Usually, yes. Converting an existing garage skips the most expensive structural work, because the foundation, exterior walls, and roof already exist, so you are not building a shell from scratch. That is why a conversion tends to cost less than a comparable detached unit. It is not free of surprises, though. Garages were never built to live in, so you often pay to add insulation, moisture protection, egress windows, and code compliant electrical, and a garage far from utilities may still need new water, sewer, and electrical runs. A conversion also spends space you already have, so you keep your yard but give up covered parking. If your garage is sound and well placed, it is often the most cost effective ADU you can build. If the slab or foundation is failing, the math can shift back toward new construction. Pricing both against your lot is the way to be sure, which is what the Recommended Budget tool does.
What adds the most to ADU cost?
The biggest drivers are usually invisible on a floor plan. Site access comes first: if crews and materials cannot reach the build area easily, labor slows and everything gets more expensive. Foundation and soil are next, since sloped or hillside lots and poor soils can require engineered foundations. Utility connections are the most underestimated part of the job, especially sewer, along with an electrical service upgrade if your panel is already maxed out. After that comes finish level, which can move the price per square foot substantially between a simple rental grade build and a high end guest house. Bay Area seismic and structural requirements sit on top of all of it. You control finishes and layout, but soil, slope, and utility distance are set by your lot, which is why an honest estimate starts there. The Recommended Budget tool prices those factors for your specific property.
Can I finance an ADU?
Yes, and most Bay Area homeowners do rather than pay cash. The three common routes are a home equity line of credit, a cash out refinance, and a renovation or ADU construction loan. A HELOC is popular because you keep your current mortgage and draw against your equity as the build progresses, paying interest only on what you use. A cash out refinance replaces your mortgage with a larger one and can make sense when it also improves your rate, though it is usually the wrong tool if you hold a very low rate already. Renovation and ADU loans help when you are short on current equity, because they size the loan on your home's value after the ADU is finished. Rates and credit requirements move with the market, so price the build first, then weigh the expected rent or added value against the monthly payment. The Recommended Budget tool gives you that build figure to start from.
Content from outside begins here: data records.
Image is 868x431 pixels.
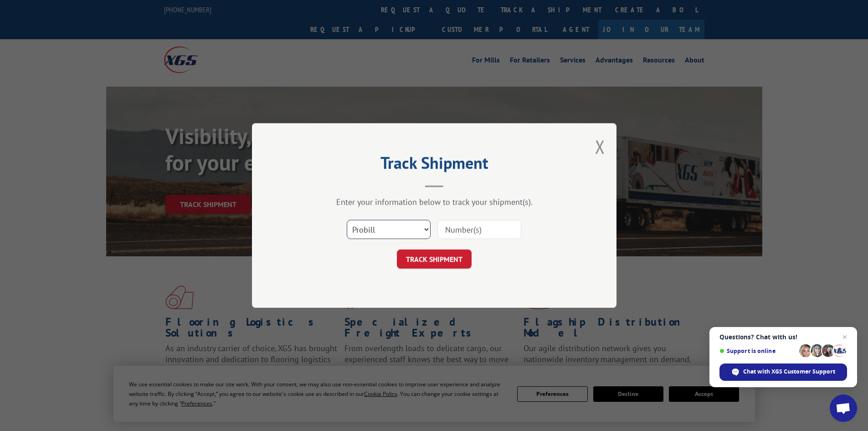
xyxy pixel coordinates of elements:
[595,135,605,158] button: Close modal
[438,220,522,239] input: Number(s)
[840,331,850,343] span: Close chat
[720,334,847,340] span: Questions? Chat with us!
[298,196,571,207] div: Enter your information below to track your shipment(s).
[743,368,835,375] span: Chat with XGS Customer Support
[720,363,847,381] div: Chat with XGS Customer Support
[298,156,571,174] h2: Track Shipment
[720,347,796,354] span: Support is online
[397,249,472,269] button: TRACK SHIPMENT
[830,394,857,422] div: Open chat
Are ADU permit and impact fees really that high?
They can be a meaningful part of the budget, but there is real relief built into the law. California exempts ADUs of 750 square feet or under from impact fees and school fees entirely, so designing your unit at or under that threshold removes those charges completely. That is why so many Bay Area ADUs are drawn right at the edge of the limit. Standard building permit fees and utility connection charges still apply, and they vary a lot from city to city, so your local fee schedule matters. Because those fees ride on top of construction and site work, the honest way to see your all in number is to price the whole project rather than add up published fee schedules in isolation. Our California ADU laws 2026 guide covers the exemptions and the newest statewide rules in detail, and the Recommended Budget tool folds the fees that apply to your city into one figure.